Yes. The board may make motions and vote in executive session. All votes must be recorded in the closed session minutes — motion, mover, seconder, and vote result. Under Robert’s Rules of Order, formal binding actions taken in closed session should typically be ratified in open session to create a public governance record, particularly for government bodies.
Is the executive director excluded from closed board meetings?
Not typically — the executive director is usually invited to executive sessions as a management resource. The important exception: the ED must be excluded when the board is discussing the ED’s own performance, compensation, or conduct. In that case, the ED leaves the room for that specific portion of the session.
How long should an executive session last?
BoardSource recommends 20–30 minutes for routine executive sessions held as a standing practice at regular board meetings. Sessions involving complex litigation strategy, sensitive personnel investigations, or CEO evaluation may run longer. BoardSource also recommends holding a brief executive session at every regular board meeting — not just when a specific issue arises — as a best governance practice.

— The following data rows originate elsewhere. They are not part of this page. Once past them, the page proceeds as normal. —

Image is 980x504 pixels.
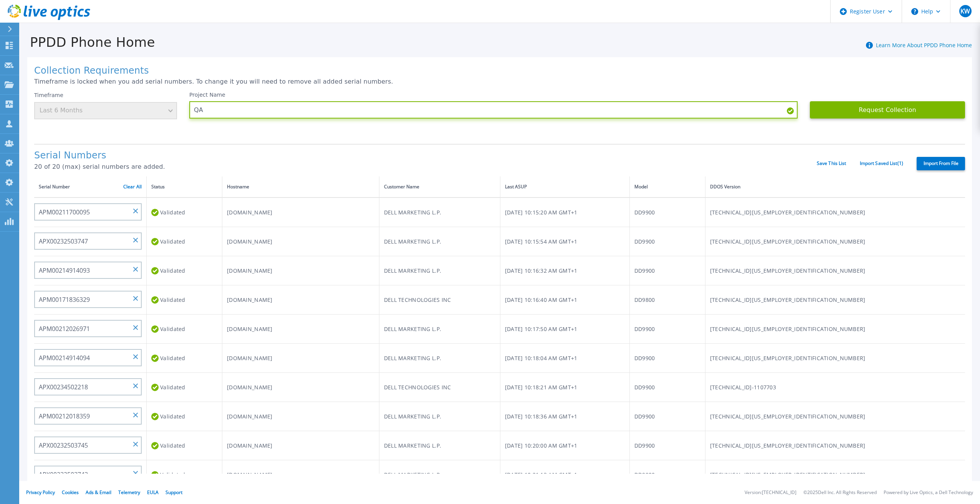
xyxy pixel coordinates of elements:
[379,227,501,256] td: DELL MARKETING L.P.
[151,439,218,453] div: Validated
[189,92,225,97] label: Project Name
[501,286,630,315] td: [DATE] 10:16:40 AM GMT+1
[222,432,380,460] td: [DOMAIN_NAME]
[379,373,501,402] td: DELL TECHNOLOGIES INC
[630,256,706,286] td: DD9900
[34,320,142,337] input: Enter Serial Number
[706,256,965,286] td: [TECHNICAL_ID][US_EMPLOYER_IDENTIFICATION_NUMBER]
[884,491,974,495] li: Powered by Live Optics, a Dell Technology
[630,460,706,490] td: DD9900
[62,489,79,496] a: Cookies
[34,150,817,161] h1: Serial Numbers
[34,262,142,279] input: Enter Serial Number
[706,198,965,227] td: [TECHNICAL_ID][US_EMPLOYER_IDENTIFICATION_NUMBER]
[917,157,965,171] label: Import From File
[39,183,142,191] div: Serial Number
[151,380,218,395] div: Validated
[222,373,380,402] td: [DOMAIN_NAME]
[876,41,972,49] a: Learn More About PPDD Phone Home
[27,489,55,496] a: Privacy Policy
[34,164,817,171] p: 20 of 20 (max) serial numbers are added.
[501,402,630,432] td: [DATE] 10:18:36 AM GMT+1
[151,410,218,424] div: Validated
[501,198,630,227] td: [DATE] 10:15:20 AM GMT+1
[630,432,706,460] td: DD9900
[379,402,501,432] td: DELL MARKETING L.P.
[630,373,706,402] td: DD9900
[34,379,142,396] input: Enter Serial Number
[34,291,142,308] input: Enter Serial Number
[501,373,630,402] td: [DATE] 10:18:21 AM GMT+1
[630,177,706,198] th: Model
[706,460,965,490] td: [TECHNICAL_ID][US_EMPLOYER_IDENTIFICATION_NUMBER]
[222,198,380,227] td: [DOMAIN_NAME]
[706,227,965,256] td: [TECHNICAL_ID][US_EMPLOYER_IDENTIFICATION_NUMBER]
[379,460,501,490] td: DELL MARKETING L.P.
[630,344,706,373] td: DD9900
[810,101,965,118] button: Request Collection
[86,489,111,496] a: Ads & Email
[165,489,182,496] a: Support
[706,344,965,373] td: [TECHNICAL_ID][US_EMPLOYER_IDENTIFICATION_NUMBER]
[630,198,706,227] td: DD9900
[706,432,965,460] td: [TECHNICAL_ID][US_EMPLOYER_IDENTIFICATION_NUMBER]
[222,177,380,198] th: Hostname
[147,489,158,496] a: EULA
[379,315,501,344] td: DELL MARKETING L.P.
[151,206,218,220] div: Validated
[19,35,155,50] h1: PPDD Phone Home
[501,177,630,198] th: Last ASUP
[34,437,142,454] input: Enter Serial Number
[961,8,971,14] span: KW
[860,160,904,166] a: Import Saved List ( 1 )
[804,491,877,495] li: © 2025 Dell Inc. All Rights Reserved
[222,460,380,490] td: [DOMAIN_NAME]
[501,315,630,344] td: [DATE] 10:17:50 AM GMT+1
[34,349,142,367] input: Enter Serial Number
[379,198,501,227] td: DELL MARKETING L.P.
[151,322,218,337] div: Validated
[189,101,798,118] input: Enter Project Name
[34,65,965,76] h1: Collection Requirements
[379,286,501,315] td: DELL TECHNOLOGIES INC
[706,373,965,402] td: [TECHNICAL_ID]-1107703
[34,79,965,85] p: Timeframe is locked when you add serial numbers. To change it you will need to remove all added s...
[222,344,380,373] td: [DOMAIN_NAME]
[706,286,965,315] td: [TECHNICAL_ID][US_EMPLOYER_IDENTIFICATION_NUMBER]
[222,227,380,256] td: [DOMAIN_NAME]
[379,432,501,460] td: DELL MARKETING L.P.
[745,491,797,495] li: Version: [TECHNICAL_ID]
[706,315,965,344] td: [TECHNICAL_ID][US_EMPLOYER_IDENTIFICATION_NUMBER]
[151,264,218,278] div: Validated
[147,177,222,198] th: Status
[501,256,630,286] td: [DATE] 10:16:32 AM GMT+1
[379,344,501,373] td: DELL MARKETING L.P.
[630,286,706,315] td: DD9800
[630,402,706,432] td: DD9900
[501,227,630,256] td: [DATE] 10:15:54 AM GMT+1
[706,402,965,432] td: [TECHNICAL_ID][US_EMPLOYER_IDENTIFICATION_NUMBER]
[34,92,63,98] label: Timeframe
[119,489,140,496] a: Telemetry
[34,233,142,250] input: Enter Serial Number
[630,227,706,256] td: DD9900
[34,407,142,425] input: Enter Serial Number
[706,177,965,198] th: DDOS Version
[34,203,142,220] input: Enter Serial Number
[501,344,630,373] td: [DATE] 10:18:04 AM GMT+1
[501,460,630,490] td: [DATE] 10:21:13 AM GMT+1
[630,315,706,344] td: DD9900
[123,185,142,189] a: Clear All
[151,234,218,248] div: Validated
[222,402,380,432] td: [DOMAIN_NAME]
[151,293,218,307] div: Validated
[34,466,142,483] input: Enter Serial Number
[379,256,501,286] td: DELL MARKETING L.P.
[222,256,380,286] td: [DOMAIN_NAME]
[817,160,847,166] a: Save This List
[501,432,630,460] td: [DATE] 10:20:00 AM GMT+1
[222,286,380,315] td: [DOMAIN_NAME]
[222,315,380,344] td: [DOMAIN_NAME]
[151,351,218,365] div: Validated
[151,468,218,482] div: Validated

What are closed board meeting rules for school boards?
School boards are government bodies subject to state sunshine laws (open meetings acts), which define the specific topics that may be discussed in closed session — typically personnel matters, litigation, real property negotiations, and security matters. Requirements vary significantly by state. Entering closed session for a topic not listed in your state’s statute is typically an open meetings violation. Consult your state school board association or legal counsel for the specific rules in your jurisdiction.